Publishers will publish, bookshops will stockpile, and fans will comply. This is perhaps just one of the pluses of being Haruki Murakami. An idea is all he needs, and in no time there’s a brand new book ready to fly off the shelves.
So, when Murakami decided to record and transcribe his conversations on and about music – a total of six interviews during 2010 and 2011 – with acclaimed conductor Seiji Ozawa into a book, the success of the outcome was a foregone conclusion. Absolutely on Music is a gorgeous volume, detailing a significant facet of what inspires and rules Murakami’s very being – his relationship with music.
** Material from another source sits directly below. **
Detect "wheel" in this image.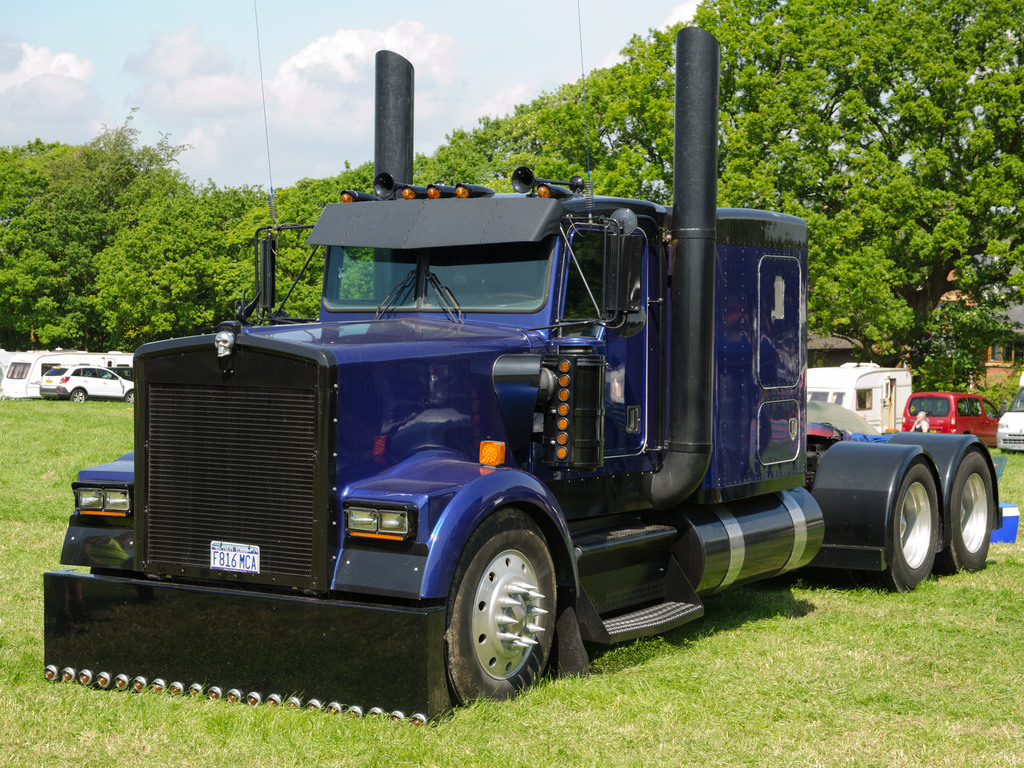
Detection: select_region(947, 446, 999, 576).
Like Murakami in global literature, Ozawa is renowned in the world of classical music. He served as music director of the Boston Symphony Orchestra for 29 long years, and was music director for the symphony orchestras of Toronto, San Francisco, and Chicago.
After decades of practising music, a sudden and unfortunate episode of esophageal cancer, followed by major surgery, compelled Ozawa to take a rehabilitation break. This is when Murakami caught his attention. Until then, the writer was just an “anonymous fan” whom Ozawa had heard of from his daughter. And it was only after they spent an afternoon listening to recordings by Glenn Gould and Mitsuko Uchida that Ozawa realised that Murakami “doesn’t just love music, he knows music.”
Not an amateur
That Haruki Murakami owned a jazz club named Peter Cat in Tokyo before he became a phenomenon in the literary world is well-known. But despite being an avid listener and collector of records, and someone who frequents classical concerts and operas, why he almost always identifies himself as a “musical layman” is unexplained. He says he took decades to understand the nuances of the compositions, and still insists that his “technical knowledge of music is limited.”
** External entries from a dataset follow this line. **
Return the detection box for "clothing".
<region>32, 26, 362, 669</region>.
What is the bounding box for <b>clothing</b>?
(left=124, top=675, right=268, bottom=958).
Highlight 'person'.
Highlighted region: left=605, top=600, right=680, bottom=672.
The truth is that Murakami’s affair with music has been dedicated and disciplined, definitive glimpses of which can be seen in almost all his works. For instance, not only is one of his earlier novels named for The Beatles song Norwegian Wood, Leoš Janáček’s composition Sinfonietta plays a critical role in the epic 1Q84. As Scott Meslow writes, reading Murakami is often like negotiating a playlist.
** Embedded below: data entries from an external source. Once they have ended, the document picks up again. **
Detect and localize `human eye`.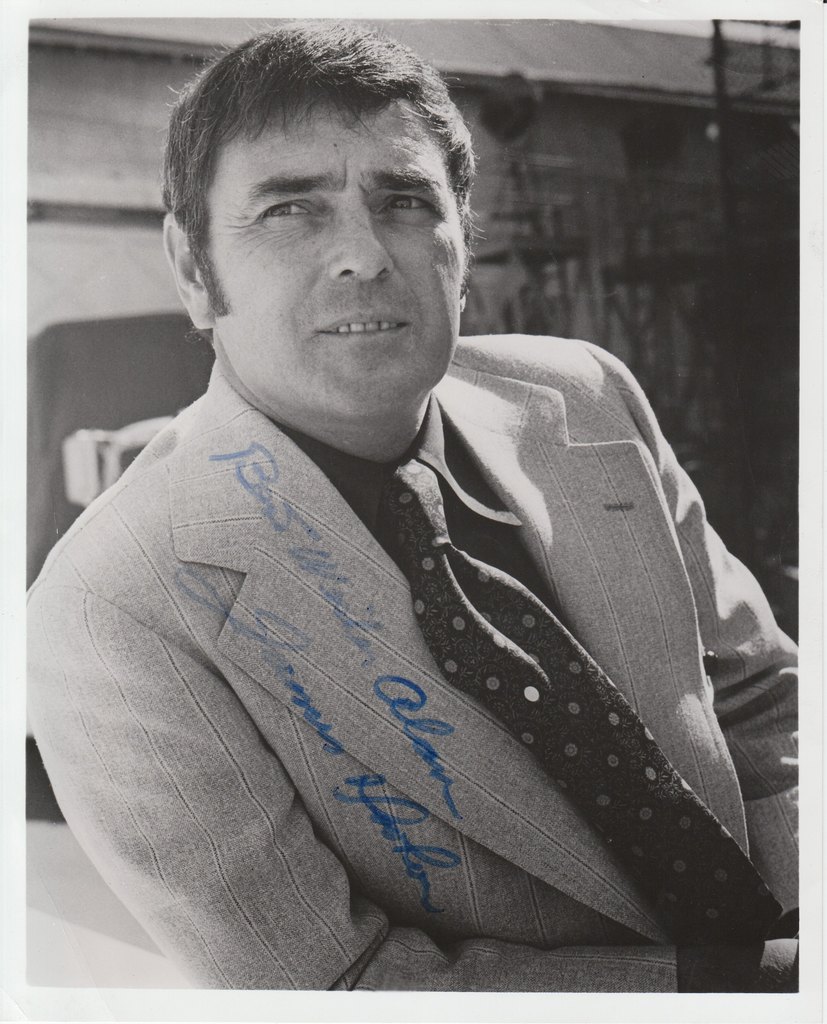
Localized at crop(377, 186, 440, 220).
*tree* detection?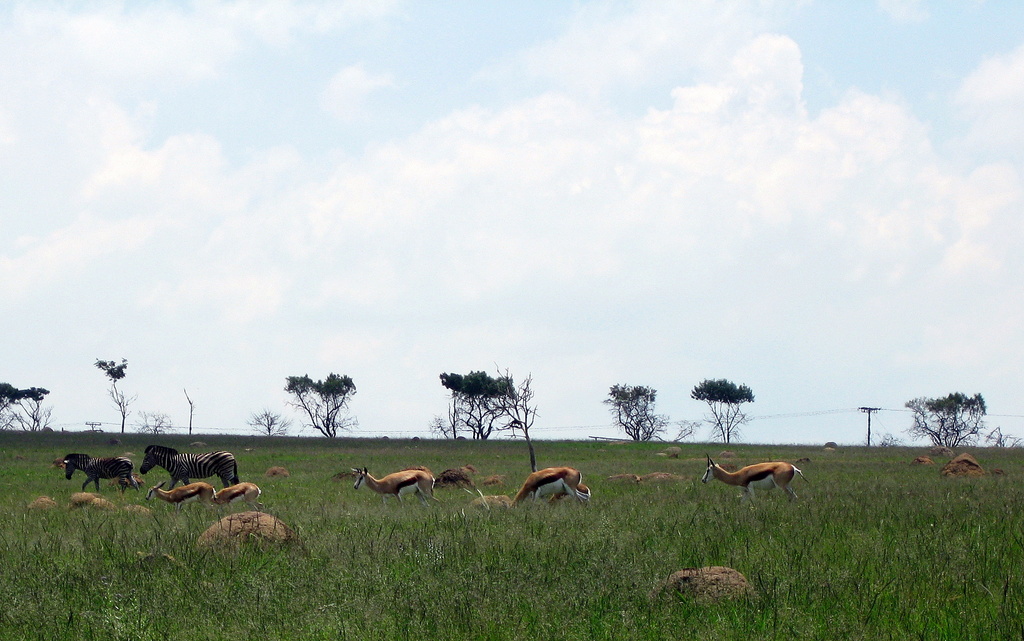
Rect(0, 384, 20, 428)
But Absolutely on Music isn’t just about music – it’s also about comparisons between different recordings and performances from two different perspectives, the expert’s and the outsider’s. Obviously, a firm grasp on the subject is imperative to appreciate the depths of the music being discussed in the book.
Fan moment
In Absolutely on Music, Murakami confesses to being self-conscious in the company of Ozawa. He recalls his visits to Ozawa’s concerts, where he shared a moment or two with the maestro he hugely admired. He avoided talking about music, because he knew that “Ozawa is the type of person who focuses all his energy on his work, so that when he steps away from it, he needs to take a breather.” This formality gradually faded when Ozawa had time to spare during his rehabilitation, the period when he and Murakami became friends.
As in his fictions, Murakami doesn’t impose his love or understanding of music on the reader – and certainly not on Ozawa – through this book. But it’s certainly interesting to observe how he interprets a certain composition. While Ozawa reminisces about his early career and narrates anecdotes from his days in 1960s New York, Murakami prompts and prods like a practised interviewer. In fact, his interpretation of Ozawa’s musical lifespan is fascinating to the subject too. At one point Ozawa exclaims, “I’m enjoying talking to you about music like this because your perspective is so different from mine. It’s that difference that has been making it a learning experience for me, something fresh and unexpected.”
Rhyme and reason
Like all musical compositions, Absolutely on Music too pauses for an interlude after every conversation. These are brief, self-aware breaks, interjected deliberately to maintain a rhythm in the narrative.
One such interlude is when Murakami deliberates on the effect of music on the craft of writing. Very lucidly, he explains to Ozawa how rhythm controls the flow of words:
“No one ever taught me to write, and I’ve never made a study of writing techniques. So how did I learn to write? From listening to music. And what’s the most important thing in writing? It’s rhythm. No one’s going to read what you write unless it’s got rhythm. It has to have an inner rhythmic feel that propels the reader forward.”
More than their shared passion for music, Murakami also aspires to draw out similarities between himself and Ozawa. In the Introduction he points out that both he and Ozawa are early risers, who spend those first hours of the day creating art – music and stories respectively. Both are happiest when they’re immersed in their work. And they both share the trait of stubbornness. Murakami’s original motive behind putting this book together is to bring out the ways in which each of them is dedicated to music.
But one can safely say that Murakami’s fans love his trademark eccentric worlds of possibilities rather than certainties, which seem to resemble theirs too. So, it’s hard to imagine Absolutely on Music hitting the same grey zone as his other books, for it digs deep into the technicalities of classical Western music, something that not every reader has their sentiments attached to. Still, because it’s Murakami, there’s still the unexpectedness of magic in this book.
Absolutely on Music, Haruki Murakami and Seiji Ozawa, Random House.